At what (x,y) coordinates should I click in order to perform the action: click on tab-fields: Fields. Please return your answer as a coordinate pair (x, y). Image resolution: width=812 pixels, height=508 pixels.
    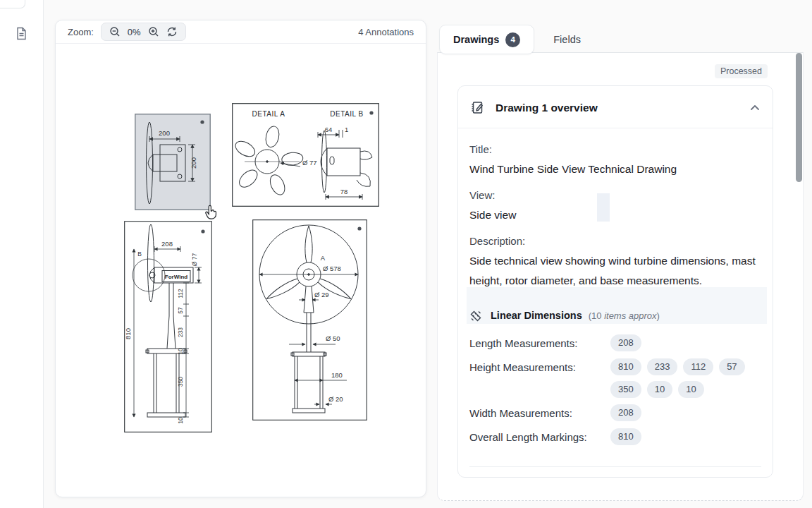
    Looking at the image, I should click on (567, 40).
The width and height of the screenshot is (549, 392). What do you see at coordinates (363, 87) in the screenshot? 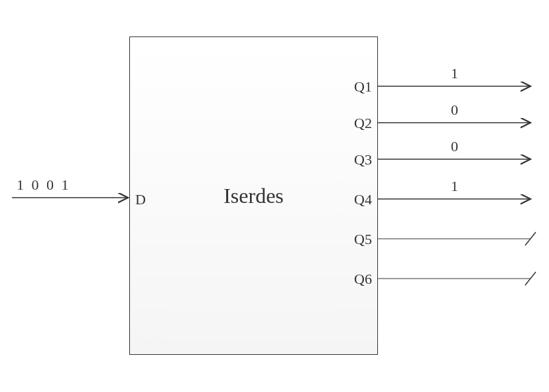
I see `port-q1-label: Q1` at bounding box center [363, 87].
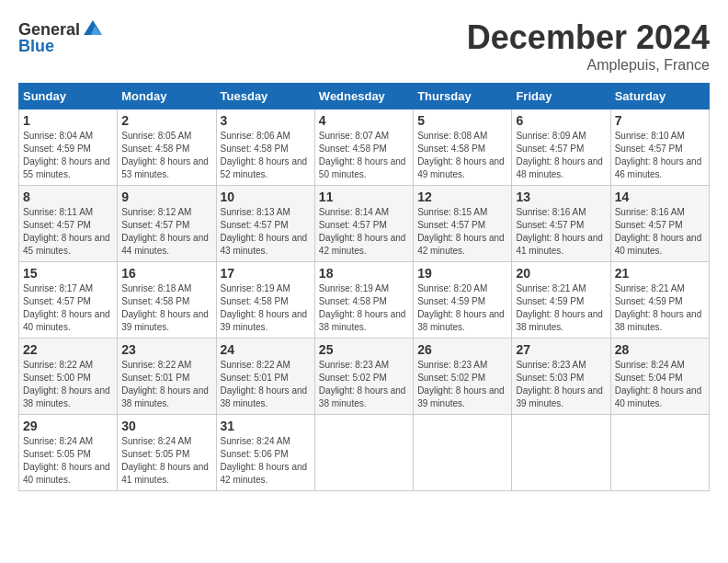 This screenshot has height=563, width=728. I want to click on calendar-cell: 5 Sunrise: 8:08 AM Sunset: 4:58 PM Dayli…, so click(463, 147).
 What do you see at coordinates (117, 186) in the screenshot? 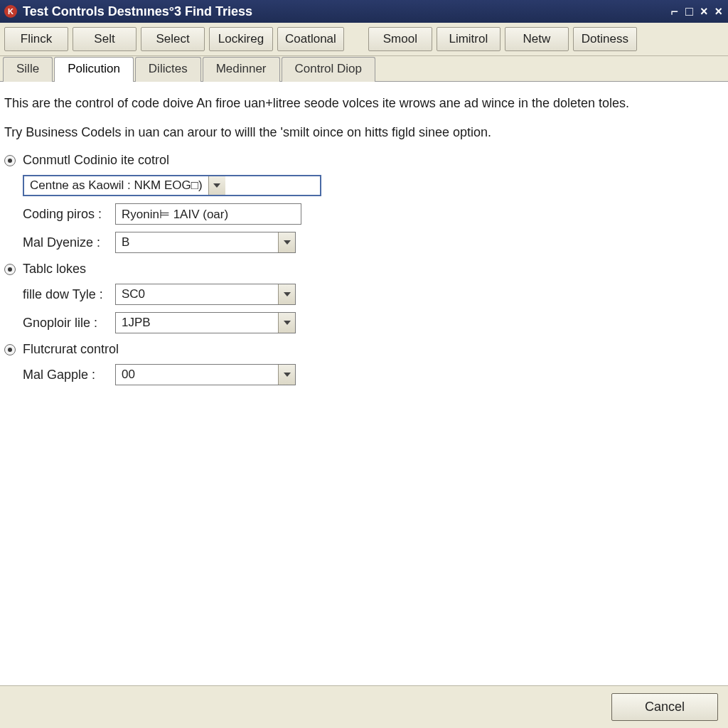
I see `combo-value: Centne as Kaowil : NKM EOG□)` at bounding box center [117, 186].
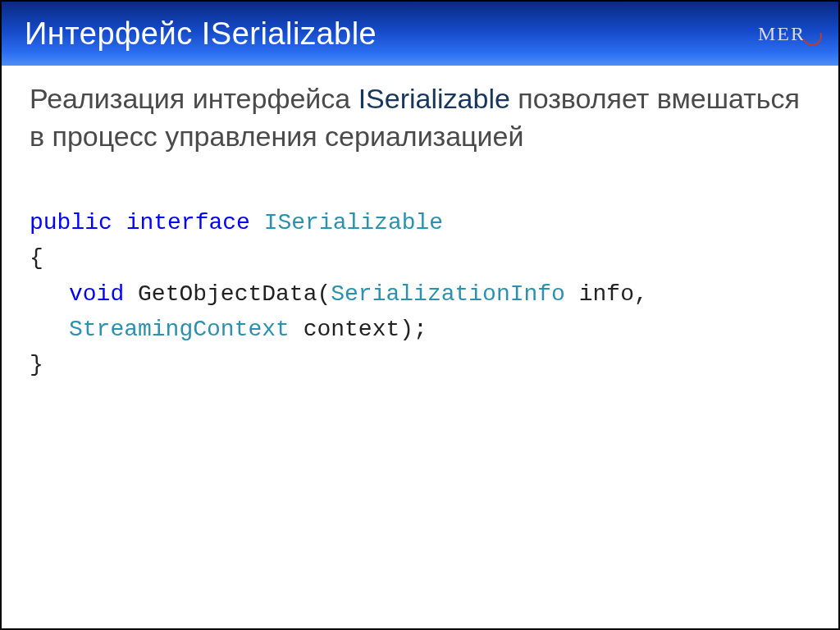 This screenshot has width=840, height=630. Describe the element at coordinates (354, 223) in the screenshot. I see `code-type-iserializable: ISerializable` at that location.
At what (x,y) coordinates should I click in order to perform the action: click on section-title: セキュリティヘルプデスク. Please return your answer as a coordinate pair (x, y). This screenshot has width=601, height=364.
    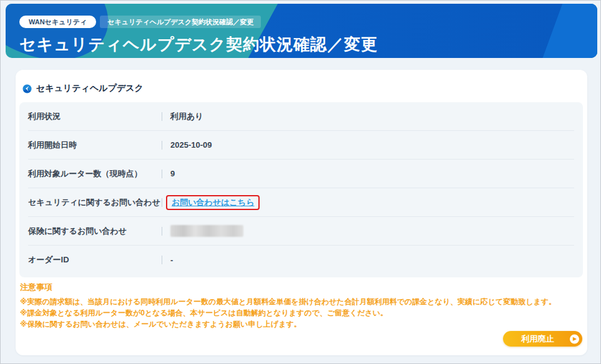
    Looking at the image, I should click on (90, 89).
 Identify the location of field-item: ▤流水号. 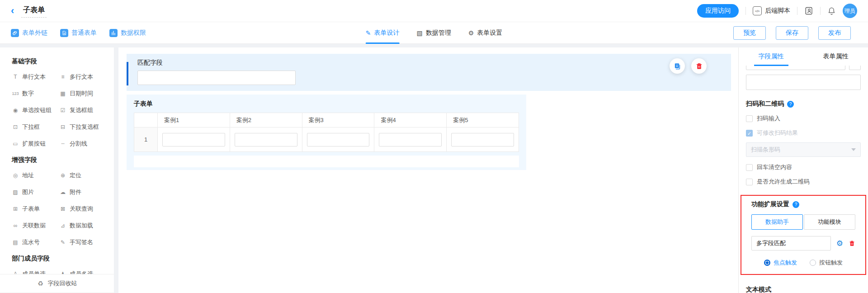
(35, 242).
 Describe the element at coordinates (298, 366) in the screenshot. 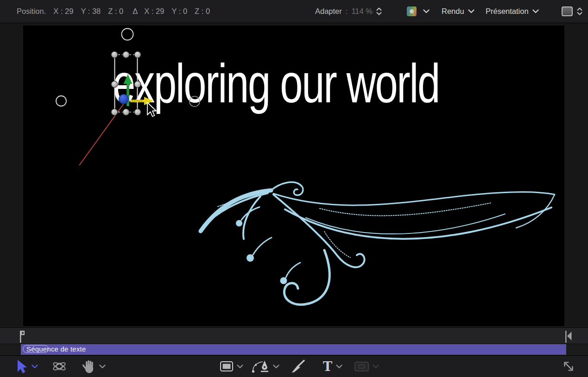

I see `paintbrush-tool` at that location.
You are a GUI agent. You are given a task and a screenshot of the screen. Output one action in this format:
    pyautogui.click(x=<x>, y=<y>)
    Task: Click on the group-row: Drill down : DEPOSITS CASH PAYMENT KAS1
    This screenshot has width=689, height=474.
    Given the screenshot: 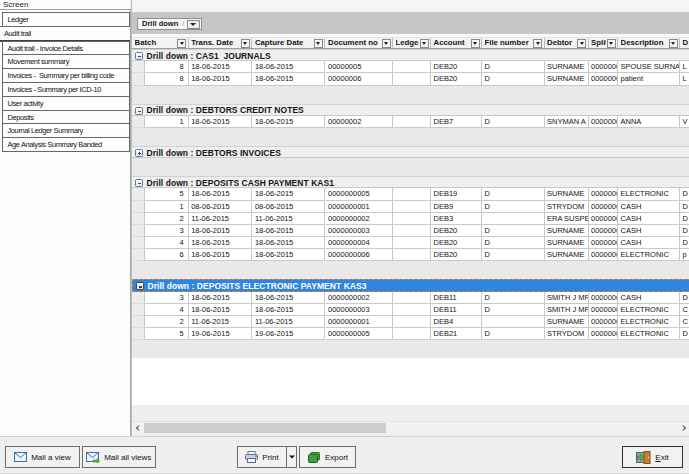 What is the action you would take?
    pyautogui.click(x=410, y=182)
    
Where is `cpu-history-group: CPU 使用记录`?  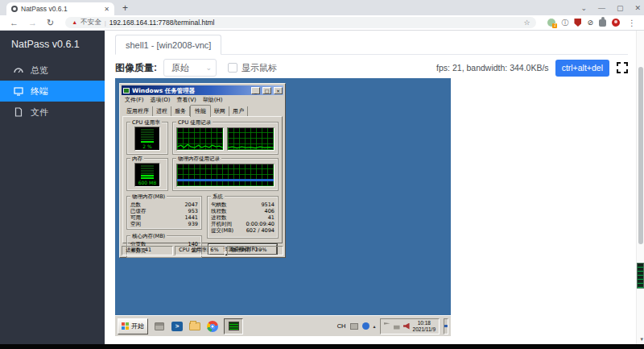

■ ■ ■

Take the material above from the line containing "Identify the location of field-item: ▤流水号." up to and including the line containing "This screenshot has width=689, height=474." and retype it exactly, without any pictures.

 Identify the location of field-item: ▤流水号. 
(35, 242).
 Describe the element at coordinates (298, 366) in the screenshot. 

I see `paintbrush-tool` at that location.
You are a GUI agent. You are given a task and a screenshot of the screen. Output one action in this format:
    pyautogui.click(x=<x>, y=<y>)
    Task: Click on the group-row: Drill down : DEPOSITS CASH PAYMENT KAS1
    This screenshot has width=689, height=474.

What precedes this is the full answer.